I read a lot of books, both self-published and traditionally published. Almost without exception, every book has mistakes. Typos, or formatting glitches, or grammar issues, or factual errors, or semantic snafus (such as characters given the wrong name), or story problems (plot holes, people doing things they would never do in the real world, people acting for plot reasons not character reasons, people insisting on doing a plot rather than sitting down with a cuppa to have a conversation).
These mistakes and more inhabit the nightmares of most authors. I dread the day an early reader comes back to me with a fundamental problem that derails the whole book.
A handful of minor errors in a book is fine. More than that, and any more serious errors, is a sign of poor quality control. I haven’t yet tossed a book across the room in anger at an egregious mistake, but this may be because I read almost everything on an iPad.
With my own books, I spend a great deal of time reading and re-reading during the revision stage trying to address all these problems. Major changes settle down to minor changes, and finally proofreading, where I’m “not allowed” to change anything unless it’s fixing a typo (I do, though). My goal is to release with no mistakes.
I do a pretty good job, I think. Years of editing others mean I’m a decent editor and proofreader of my own work. I like to say I can spot a typo at thirty paces.
But something always escapes. It’s a fact of life.
Yesterday I found a typo in Unstable Orbits that I probably introduced during revisions in December or January: an occurrence of “though” that should be “through”. Easily missed.
What’s unique about this particular typo is that I discovered it while narrating. Which means I have an audio record of the precise moment of discovery.
Here it is. You can hear my brain processing the typo in real time:
(This is the raw unprocessed audio. I didn’t like the take anyway.)
I’ve updated my Scrivener project so any new release of the book — print or ebook — will contain the fix.
I wonder how many more typos I’ll find during narration? If you find any, let me know!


* [YOUR TASK]: Of the entries below, copy only those lines that contain the word "pixels".

* [DATA EXCERPTS]:

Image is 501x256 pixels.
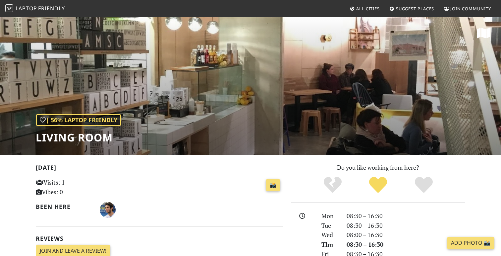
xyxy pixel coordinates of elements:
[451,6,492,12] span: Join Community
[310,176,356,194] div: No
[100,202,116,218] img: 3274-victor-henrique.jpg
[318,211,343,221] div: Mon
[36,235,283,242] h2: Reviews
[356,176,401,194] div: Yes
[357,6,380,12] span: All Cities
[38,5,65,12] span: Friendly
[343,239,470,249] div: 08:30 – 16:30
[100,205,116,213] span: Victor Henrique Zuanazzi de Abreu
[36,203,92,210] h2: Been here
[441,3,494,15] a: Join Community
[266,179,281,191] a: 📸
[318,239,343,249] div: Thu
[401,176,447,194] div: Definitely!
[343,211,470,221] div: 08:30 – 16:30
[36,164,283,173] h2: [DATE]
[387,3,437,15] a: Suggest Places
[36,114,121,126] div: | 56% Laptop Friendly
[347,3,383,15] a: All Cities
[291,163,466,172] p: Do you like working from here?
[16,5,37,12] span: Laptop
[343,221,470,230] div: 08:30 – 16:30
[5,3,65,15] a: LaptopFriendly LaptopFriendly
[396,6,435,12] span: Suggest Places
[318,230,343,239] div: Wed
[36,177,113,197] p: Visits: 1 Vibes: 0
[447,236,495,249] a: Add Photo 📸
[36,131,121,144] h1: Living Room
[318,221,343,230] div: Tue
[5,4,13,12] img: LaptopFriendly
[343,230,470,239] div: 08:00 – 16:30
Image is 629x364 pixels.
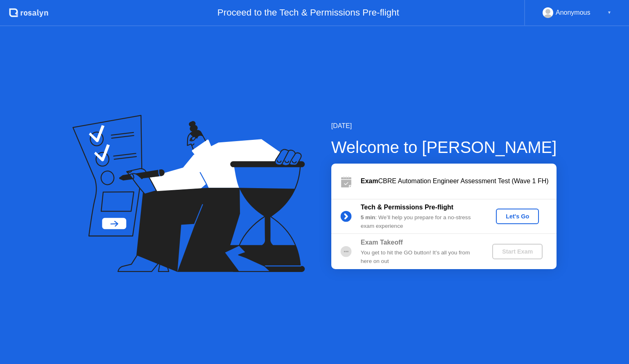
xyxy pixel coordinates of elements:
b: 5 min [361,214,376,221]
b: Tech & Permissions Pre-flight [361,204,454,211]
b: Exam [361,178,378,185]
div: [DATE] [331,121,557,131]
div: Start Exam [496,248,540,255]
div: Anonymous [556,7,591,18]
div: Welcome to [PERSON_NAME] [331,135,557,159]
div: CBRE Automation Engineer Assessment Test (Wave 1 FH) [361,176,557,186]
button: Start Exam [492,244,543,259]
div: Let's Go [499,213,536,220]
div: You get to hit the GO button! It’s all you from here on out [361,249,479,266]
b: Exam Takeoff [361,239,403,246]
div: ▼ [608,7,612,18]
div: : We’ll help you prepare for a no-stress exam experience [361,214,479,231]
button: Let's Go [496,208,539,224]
* * *
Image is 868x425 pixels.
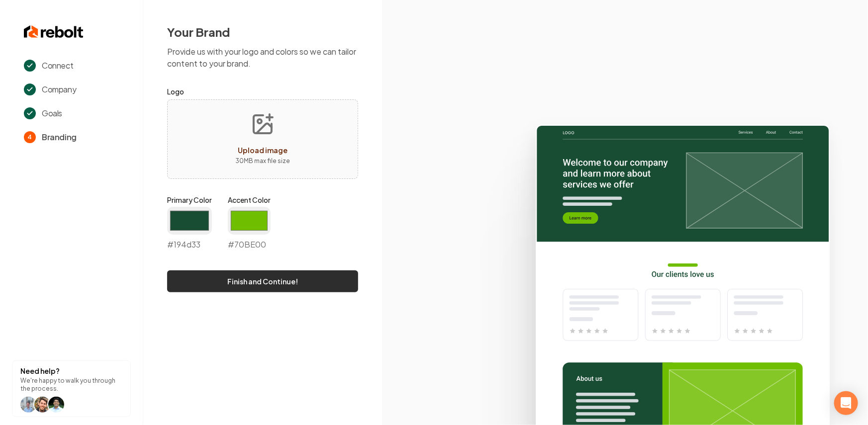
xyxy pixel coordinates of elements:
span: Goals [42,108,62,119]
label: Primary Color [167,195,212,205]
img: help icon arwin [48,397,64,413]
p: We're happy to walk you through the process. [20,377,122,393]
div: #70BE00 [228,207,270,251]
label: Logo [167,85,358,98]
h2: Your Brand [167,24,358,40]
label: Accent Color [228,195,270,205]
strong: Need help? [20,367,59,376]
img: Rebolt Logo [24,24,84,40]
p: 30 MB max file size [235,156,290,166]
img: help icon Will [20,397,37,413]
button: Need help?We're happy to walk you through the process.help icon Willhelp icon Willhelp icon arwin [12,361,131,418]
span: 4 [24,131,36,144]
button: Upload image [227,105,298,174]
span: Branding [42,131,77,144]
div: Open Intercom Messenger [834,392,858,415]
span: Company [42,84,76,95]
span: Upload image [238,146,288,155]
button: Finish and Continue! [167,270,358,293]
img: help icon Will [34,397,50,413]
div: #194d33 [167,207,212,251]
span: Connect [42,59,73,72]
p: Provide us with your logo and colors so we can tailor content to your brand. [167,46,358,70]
---
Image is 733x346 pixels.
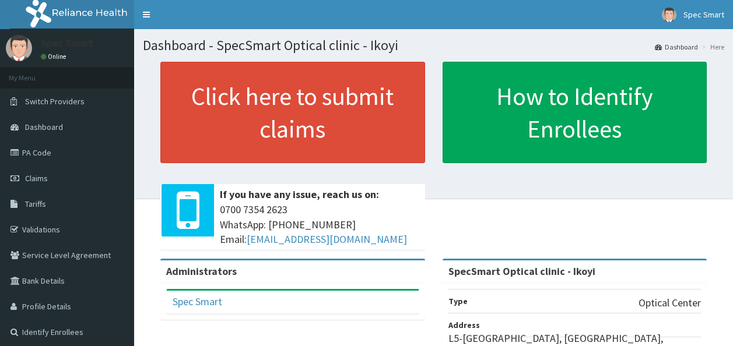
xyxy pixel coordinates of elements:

* [TASK ANSWER]:
Image is 501x256 pixels.
Image is 629x364 pixels.
Image is 868x425 pixels.
Image is 733x346 pixels.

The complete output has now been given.